Director Margaret Harvey sets out to explore the work in the light of society 60 years removed from the Swinging Sixties, and with a “colour-conscious” eye.

So she casts Wagadam man Jimi Bani as George, white Susan Prior as Martha, Congolese born Rashidi Edward as Nick and Asian-Australian Juanita Navas-Nguyen as Honey.

All are fine actors, Navas-Nguyen in particular a shooting star in the theatrical firmament.

It’s a bold move, indeed one that required the approval of the Albee estate, so strict are the controls on the play. That it got the go-ahead is well worth noting.

So does it succeed? In large measure, yes, because Albee’s text is, in truth, a classic. And the casting adds stunning impact to more than a few episodes, most vividly George and Martha’s cruel taunting of Nick as a houseboy or stud. The surreal second act is often ablaze with excitement.

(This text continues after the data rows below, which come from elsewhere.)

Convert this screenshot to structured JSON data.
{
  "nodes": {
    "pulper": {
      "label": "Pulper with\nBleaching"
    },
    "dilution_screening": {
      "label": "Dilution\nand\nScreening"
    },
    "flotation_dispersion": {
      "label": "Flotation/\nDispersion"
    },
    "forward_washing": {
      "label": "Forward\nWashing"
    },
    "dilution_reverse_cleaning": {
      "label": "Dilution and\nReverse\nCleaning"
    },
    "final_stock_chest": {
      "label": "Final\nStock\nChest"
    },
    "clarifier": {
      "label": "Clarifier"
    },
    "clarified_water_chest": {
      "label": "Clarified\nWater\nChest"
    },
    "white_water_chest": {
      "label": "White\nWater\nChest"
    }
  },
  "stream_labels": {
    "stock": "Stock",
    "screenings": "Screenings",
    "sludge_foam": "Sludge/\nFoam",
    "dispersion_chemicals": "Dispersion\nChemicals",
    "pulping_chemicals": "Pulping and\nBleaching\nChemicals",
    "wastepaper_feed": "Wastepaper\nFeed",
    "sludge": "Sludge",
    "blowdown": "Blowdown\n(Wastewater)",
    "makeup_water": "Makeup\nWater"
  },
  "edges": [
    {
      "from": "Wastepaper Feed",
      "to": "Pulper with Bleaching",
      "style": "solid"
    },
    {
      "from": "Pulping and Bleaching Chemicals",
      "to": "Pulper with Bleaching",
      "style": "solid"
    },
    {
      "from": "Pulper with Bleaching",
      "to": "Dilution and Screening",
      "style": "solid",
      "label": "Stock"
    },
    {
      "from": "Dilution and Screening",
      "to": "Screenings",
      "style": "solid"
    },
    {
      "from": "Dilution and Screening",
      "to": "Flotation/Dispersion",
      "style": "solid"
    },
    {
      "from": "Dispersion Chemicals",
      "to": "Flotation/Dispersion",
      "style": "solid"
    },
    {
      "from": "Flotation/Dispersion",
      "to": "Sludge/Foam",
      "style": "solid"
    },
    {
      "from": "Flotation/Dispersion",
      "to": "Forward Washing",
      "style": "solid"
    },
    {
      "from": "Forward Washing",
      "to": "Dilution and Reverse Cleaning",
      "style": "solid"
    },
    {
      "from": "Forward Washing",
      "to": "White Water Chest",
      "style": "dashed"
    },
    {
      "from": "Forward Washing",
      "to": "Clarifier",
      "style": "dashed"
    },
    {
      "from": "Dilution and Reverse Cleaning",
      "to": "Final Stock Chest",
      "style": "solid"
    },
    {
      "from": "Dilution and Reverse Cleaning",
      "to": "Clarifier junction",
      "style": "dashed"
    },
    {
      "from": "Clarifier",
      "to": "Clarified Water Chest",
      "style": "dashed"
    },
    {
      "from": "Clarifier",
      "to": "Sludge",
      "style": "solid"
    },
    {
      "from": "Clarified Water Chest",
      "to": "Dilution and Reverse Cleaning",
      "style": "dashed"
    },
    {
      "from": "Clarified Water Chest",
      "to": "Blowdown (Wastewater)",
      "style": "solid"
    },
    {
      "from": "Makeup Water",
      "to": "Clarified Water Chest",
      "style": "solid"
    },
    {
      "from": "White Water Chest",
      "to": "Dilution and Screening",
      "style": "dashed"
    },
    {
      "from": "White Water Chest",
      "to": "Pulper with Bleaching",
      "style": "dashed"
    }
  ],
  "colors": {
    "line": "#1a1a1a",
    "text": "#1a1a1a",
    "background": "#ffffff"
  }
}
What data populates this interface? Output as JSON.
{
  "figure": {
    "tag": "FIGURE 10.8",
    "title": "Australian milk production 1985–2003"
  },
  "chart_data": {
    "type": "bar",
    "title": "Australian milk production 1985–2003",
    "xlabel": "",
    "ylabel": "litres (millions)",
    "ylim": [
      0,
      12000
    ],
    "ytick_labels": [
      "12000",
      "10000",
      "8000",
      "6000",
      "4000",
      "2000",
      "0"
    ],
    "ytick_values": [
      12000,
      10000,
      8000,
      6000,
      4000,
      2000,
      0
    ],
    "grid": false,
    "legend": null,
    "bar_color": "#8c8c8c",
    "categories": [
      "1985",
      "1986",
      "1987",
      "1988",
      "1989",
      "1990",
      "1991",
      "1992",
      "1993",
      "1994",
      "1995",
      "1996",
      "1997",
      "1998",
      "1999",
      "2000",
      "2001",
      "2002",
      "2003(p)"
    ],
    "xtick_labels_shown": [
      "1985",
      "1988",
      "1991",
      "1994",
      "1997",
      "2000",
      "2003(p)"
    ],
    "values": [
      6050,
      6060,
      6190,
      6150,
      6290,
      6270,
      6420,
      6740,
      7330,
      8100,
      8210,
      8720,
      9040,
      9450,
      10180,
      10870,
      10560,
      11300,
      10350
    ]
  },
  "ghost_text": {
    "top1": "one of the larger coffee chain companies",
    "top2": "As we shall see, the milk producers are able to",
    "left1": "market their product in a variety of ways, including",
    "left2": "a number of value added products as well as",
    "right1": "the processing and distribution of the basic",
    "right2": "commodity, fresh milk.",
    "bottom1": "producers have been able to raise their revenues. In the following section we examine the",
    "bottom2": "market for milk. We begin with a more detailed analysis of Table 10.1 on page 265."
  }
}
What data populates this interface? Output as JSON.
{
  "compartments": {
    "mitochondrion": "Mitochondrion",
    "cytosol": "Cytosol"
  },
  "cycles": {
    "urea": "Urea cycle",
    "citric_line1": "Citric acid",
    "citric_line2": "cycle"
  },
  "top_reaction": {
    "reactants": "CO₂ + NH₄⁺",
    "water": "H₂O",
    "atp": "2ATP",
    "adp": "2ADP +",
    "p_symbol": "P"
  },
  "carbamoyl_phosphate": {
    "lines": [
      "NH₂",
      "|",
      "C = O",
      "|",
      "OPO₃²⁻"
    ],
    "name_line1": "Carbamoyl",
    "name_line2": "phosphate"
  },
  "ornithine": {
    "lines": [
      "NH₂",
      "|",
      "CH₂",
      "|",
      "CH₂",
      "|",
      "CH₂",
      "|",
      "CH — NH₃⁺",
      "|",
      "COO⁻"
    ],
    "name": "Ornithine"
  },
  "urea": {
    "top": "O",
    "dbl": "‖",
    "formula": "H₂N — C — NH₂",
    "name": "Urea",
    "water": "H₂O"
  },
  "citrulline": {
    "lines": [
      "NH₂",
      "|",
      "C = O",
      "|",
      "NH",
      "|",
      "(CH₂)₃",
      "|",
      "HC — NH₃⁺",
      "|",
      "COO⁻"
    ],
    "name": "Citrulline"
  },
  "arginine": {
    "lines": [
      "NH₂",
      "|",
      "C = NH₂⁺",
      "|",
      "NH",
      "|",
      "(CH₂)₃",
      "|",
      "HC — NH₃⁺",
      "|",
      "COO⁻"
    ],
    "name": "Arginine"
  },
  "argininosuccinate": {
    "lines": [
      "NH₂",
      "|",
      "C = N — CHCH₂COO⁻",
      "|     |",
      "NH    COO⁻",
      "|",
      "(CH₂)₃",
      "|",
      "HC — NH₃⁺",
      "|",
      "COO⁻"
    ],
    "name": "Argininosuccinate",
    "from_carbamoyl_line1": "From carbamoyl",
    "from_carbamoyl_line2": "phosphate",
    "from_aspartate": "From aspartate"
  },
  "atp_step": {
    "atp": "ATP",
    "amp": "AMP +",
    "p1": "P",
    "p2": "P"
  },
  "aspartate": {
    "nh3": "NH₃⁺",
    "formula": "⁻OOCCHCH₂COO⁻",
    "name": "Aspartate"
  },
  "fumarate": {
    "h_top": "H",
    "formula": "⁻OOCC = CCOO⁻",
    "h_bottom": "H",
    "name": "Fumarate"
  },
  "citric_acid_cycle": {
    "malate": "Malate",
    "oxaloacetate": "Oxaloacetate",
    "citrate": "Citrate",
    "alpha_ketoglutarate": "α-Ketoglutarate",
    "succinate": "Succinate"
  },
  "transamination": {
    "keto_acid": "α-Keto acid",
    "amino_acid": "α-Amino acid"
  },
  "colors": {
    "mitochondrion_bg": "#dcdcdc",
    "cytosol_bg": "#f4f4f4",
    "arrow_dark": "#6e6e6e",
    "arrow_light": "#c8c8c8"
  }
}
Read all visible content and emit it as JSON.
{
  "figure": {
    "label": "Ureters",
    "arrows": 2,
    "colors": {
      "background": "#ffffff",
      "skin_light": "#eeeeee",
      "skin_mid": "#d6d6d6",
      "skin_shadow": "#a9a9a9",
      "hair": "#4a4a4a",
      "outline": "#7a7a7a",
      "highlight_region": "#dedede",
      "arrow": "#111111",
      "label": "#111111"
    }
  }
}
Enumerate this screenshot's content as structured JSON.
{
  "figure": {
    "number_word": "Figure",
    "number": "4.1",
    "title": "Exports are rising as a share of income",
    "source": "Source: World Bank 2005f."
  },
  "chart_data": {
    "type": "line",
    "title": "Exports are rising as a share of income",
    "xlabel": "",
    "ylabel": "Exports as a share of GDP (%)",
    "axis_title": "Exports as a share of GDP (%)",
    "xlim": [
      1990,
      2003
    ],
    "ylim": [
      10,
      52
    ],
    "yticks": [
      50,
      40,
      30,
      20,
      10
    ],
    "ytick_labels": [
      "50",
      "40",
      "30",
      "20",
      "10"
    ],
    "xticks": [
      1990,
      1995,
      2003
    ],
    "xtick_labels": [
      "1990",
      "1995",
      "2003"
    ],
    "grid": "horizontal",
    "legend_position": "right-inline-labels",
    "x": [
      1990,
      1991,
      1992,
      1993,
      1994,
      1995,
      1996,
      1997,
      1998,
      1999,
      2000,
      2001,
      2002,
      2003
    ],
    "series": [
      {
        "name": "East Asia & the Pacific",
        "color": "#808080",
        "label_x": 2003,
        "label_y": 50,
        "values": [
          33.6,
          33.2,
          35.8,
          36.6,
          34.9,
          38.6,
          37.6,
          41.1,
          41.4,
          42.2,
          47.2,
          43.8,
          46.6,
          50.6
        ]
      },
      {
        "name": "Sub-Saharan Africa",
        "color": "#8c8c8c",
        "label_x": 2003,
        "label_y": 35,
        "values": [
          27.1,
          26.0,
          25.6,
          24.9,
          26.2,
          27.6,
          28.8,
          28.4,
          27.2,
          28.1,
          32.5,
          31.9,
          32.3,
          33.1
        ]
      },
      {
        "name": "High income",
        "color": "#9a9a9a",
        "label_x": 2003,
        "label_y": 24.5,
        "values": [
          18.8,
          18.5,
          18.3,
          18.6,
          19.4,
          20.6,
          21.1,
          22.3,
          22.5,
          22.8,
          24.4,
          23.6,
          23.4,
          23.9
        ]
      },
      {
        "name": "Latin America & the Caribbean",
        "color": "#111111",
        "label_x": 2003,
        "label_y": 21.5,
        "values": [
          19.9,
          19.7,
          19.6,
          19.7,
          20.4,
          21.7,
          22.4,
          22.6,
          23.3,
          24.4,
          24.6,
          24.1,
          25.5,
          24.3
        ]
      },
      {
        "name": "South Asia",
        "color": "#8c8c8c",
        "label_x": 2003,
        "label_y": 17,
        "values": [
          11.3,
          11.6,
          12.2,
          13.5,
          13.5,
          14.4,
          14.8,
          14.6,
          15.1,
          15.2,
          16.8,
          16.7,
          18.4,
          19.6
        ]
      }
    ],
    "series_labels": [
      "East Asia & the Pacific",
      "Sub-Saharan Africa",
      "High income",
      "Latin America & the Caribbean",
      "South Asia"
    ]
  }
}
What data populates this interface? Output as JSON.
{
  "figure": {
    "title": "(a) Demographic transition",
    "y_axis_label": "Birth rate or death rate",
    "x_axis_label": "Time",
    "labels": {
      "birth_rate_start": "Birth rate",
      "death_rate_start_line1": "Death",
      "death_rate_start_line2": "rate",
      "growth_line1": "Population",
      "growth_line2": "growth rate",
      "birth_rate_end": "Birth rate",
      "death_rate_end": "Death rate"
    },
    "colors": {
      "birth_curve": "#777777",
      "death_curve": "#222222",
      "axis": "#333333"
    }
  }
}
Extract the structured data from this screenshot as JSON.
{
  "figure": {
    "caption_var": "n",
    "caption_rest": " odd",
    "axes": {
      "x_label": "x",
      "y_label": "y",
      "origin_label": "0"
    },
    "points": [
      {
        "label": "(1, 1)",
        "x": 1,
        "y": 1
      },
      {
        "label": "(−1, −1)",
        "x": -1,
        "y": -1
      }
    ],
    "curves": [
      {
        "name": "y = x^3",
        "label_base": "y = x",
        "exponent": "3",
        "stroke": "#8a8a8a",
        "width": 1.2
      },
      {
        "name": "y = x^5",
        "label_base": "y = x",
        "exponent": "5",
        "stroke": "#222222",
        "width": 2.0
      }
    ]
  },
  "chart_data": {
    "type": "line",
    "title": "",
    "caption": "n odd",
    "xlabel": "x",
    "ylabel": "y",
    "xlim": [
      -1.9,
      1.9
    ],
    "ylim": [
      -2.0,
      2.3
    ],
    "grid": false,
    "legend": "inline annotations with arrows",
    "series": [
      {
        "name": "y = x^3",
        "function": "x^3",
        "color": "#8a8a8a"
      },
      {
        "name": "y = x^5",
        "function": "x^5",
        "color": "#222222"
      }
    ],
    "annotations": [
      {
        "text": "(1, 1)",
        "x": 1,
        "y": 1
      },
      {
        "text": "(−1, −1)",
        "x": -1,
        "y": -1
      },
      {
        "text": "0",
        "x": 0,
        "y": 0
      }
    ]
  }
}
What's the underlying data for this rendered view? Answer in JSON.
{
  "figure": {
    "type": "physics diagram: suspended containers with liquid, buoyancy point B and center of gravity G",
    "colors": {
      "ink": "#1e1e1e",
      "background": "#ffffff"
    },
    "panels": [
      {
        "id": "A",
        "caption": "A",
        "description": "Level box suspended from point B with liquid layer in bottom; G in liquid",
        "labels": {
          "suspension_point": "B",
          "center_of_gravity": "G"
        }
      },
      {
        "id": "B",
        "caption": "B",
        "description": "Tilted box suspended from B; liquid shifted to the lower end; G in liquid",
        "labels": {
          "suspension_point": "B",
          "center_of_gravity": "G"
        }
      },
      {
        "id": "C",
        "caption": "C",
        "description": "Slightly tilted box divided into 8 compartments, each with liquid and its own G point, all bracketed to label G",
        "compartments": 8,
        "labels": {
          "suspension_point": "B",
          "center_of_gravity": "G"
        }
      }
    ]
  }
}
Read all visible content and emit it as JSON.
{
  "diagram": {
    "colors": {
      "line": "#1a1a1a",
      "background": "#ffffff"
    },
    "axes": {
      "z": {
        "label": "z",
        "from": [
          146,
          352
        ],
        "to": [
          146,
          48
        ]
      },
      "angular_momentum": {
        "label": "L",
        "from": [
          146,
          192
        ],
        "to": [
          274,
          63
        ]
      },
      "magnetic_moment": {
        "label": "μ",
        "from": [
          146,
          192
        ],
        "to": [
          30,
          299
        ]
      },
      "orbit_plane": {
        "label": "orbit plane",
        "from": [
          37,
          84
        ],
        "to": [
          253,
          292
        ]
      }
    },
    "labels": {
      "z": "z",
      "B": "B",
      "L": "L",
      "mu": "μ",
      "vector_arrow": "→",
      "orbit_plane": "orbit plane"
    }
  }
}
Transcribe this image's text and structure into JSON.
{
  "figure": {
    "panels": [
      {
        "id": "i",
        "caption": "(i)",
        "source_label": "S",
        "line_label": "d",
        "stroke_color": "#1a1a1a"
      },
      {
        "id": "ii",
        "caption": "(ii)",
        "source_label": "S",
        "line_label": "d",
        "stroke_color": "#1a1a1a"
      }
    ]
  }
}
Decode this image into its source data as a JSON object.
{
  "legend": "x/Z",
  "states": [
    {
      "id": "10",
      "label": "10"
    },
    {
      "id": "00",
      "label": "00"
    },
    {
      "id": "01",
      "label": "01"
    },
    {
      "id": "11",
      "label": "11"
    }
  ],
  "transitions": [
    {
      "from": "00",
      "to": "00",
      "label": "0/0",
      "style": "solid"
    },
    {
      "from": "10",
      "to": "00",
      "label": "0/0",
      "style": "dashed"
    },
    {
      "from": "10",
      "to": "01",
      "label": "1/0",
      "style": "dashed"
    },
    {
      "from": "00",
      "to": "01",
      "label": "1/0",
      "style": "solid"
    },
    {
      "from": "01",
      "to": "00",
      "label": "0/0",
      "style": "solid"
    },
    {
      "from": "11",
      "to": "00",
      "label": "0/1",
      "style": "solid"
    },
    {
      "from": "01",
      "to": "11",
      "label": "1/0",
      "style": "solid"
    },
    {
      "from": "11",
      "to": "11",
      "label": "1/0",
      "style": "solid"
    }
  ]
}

Who's Afraid of Virginia Woolf, by State Theatre Company of SA. Jimi Bani as George. Picture: Brett Boardman, supplied
Who's Afraid of Virginia Woolf, by State Theatre Company of SA. Jimi Bani as George. Picture: Brett Boardman, supplied
Who's Afraid of Virginia Woolf, by State Theatre Company of SA. Jimi Bani and Susan Prior as George and Martha. Picture: Brett Boardman, supplied
Who's Afraid of Virginia Woolf, by State Theatre Company of SA. Jimi Bani and Susan Prior as George and Martha. Picture: Brett Boardman, supplied

Other themes fare less well. There is no crescendo in the tension as George ruminates on an imaginary child, while the sexual tension between Martha and Nick is only fleeting.

Honey’s cries of “Violence! Violence!” ought to be a harrowing refrain in a wild melee, but are more a distraction.

The set, another stunning effort by Ailsa Paterson, adds to the intrigue of the production, with its walls of words and minimalist decor. A sculpture of a tortured head as the centrepiece is a clever touch.

Nigel Levings’ lighting design ranges from the stark to the subtle, especially in the second act where Albee’s exploration of the relationship between illusion and reality reaches fever pitch.

Virginia Woolf is a long haul, three acts and more than three hours. Mostly, it’s well spent.